Max moaned at his feet, echoing the hurt and the pain doubling inside his chest, but there was no going back for them. He’d made his choice, and Ivy had made hers. Neither of them was willing to consider the other’s position, and everything he’d hoped for the future—for them—stayed behind in Ivy’s office.
Second by second, the Carson Lang he’d been over these past few days slipped to the back of his mind. The elevator doors parted on the level below, and he stepped into a black-on-black corridor. Every inch the cartel soldier he’d trained himself to become. Within minutes, this building would become enemy territory. A maze meant to confuse and trap him and keep him from getting what he wanted. He had minutes to locate the two soldiers taken into custody and get out.

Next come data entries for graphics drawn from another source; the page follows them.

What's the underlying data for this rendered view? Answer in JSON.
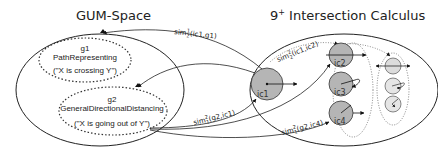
{
  "diagram": {
    "left_space": {
      "title": "GUM-Space",
      "nodes": [
        {
          "id": "g1",
          "name": "PathRepresenting",
          "example": "(\"X is crossing Y\")"
        },
        {
          "id": "g2",
          "name": "GeneralDirectionalDistancing",
          "example": "(\"X is going out of Y\")"
        }
      ]
    },
    "right_space": {
      "title_base": "9",
      "title_sup": "+",
      "title_rest": " Intersection Calculus",
      "nodes": [
        {
          "id": "ic1"
        },
        {
          "id": "ic2"
        },
        {
          "id": "ic3"
        },
        {
          "id": "ic4"
        }
      ]
    },
    "edges": [
      {
        "label_base": "sim",
        "sup": "1",
        "sub": "2",
        "args": "(ic1,g1)"
      },
      {
        "label_base": "sim",
        "sup": "2",
        "sub": "2",
        "args": "(ic1,ic2)"
      },
      {
        "label_base": "sim",
        "sup": "2",
        "sub": "1",
        "args": "(g2,ic1)"
      },
      {
        "label_base": "sim",
        "sup": "2",
        "sub": "1",
        "args": "(g2,ic4)"
      }
    ],
    "colors": {
      "stroke": "#222222",
      "circle_fill_dark": "#b5b5b5",
      "circle_fill_light": "#dcdcdc",
      "dotted": "#555555"
    }
  }
}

Carson’s fingers tingled to unholster his weapon, but any threat inside the building was sure to alert the security system and the woman behind it. He and Max moved along the corridor with an abstract idea of how the building had been laid out, according to Ivy’s and the other operatives’ descriptions.
It was enough.
They made a right at the end of the main hallway, coming face-to-face with a wall of glass. Not so much a window. One-way glass that looked into a single interrogation room. Carson recognized the woman inside. Her dark hair had been braided back tight enough to pull at the frame of her face. She paced back and forth, stripped of her weapons. She’d never liked being put in a closed-off space with no exit. Always had a knack for findingthe best way out of any given situation. It was one of the reasons he’d been able to get himself and Sebastian out of the cartel headquarters when the entire building had started coming down on them. She’d been the one to lead them out.
He went for the door and threw it open.
She turned on him. Every inch of her lean frame ready for a fight. Confusion creased her wide, heart-shaped face, and she backed off, lunging for the door. “Dominic? What the hell are you doing here?”
“Getting you out of here.” He didn’t wait for her response, moving on to the room next door. Carson threw the second door open, confronted with one of the younger recruits brought into the cartel within the past couple of months. The rookie didn’t have a lot of know-how about how things worked yet, but he’d been willing to learn from the beginning. “Come on. We don’t have a lot of time.”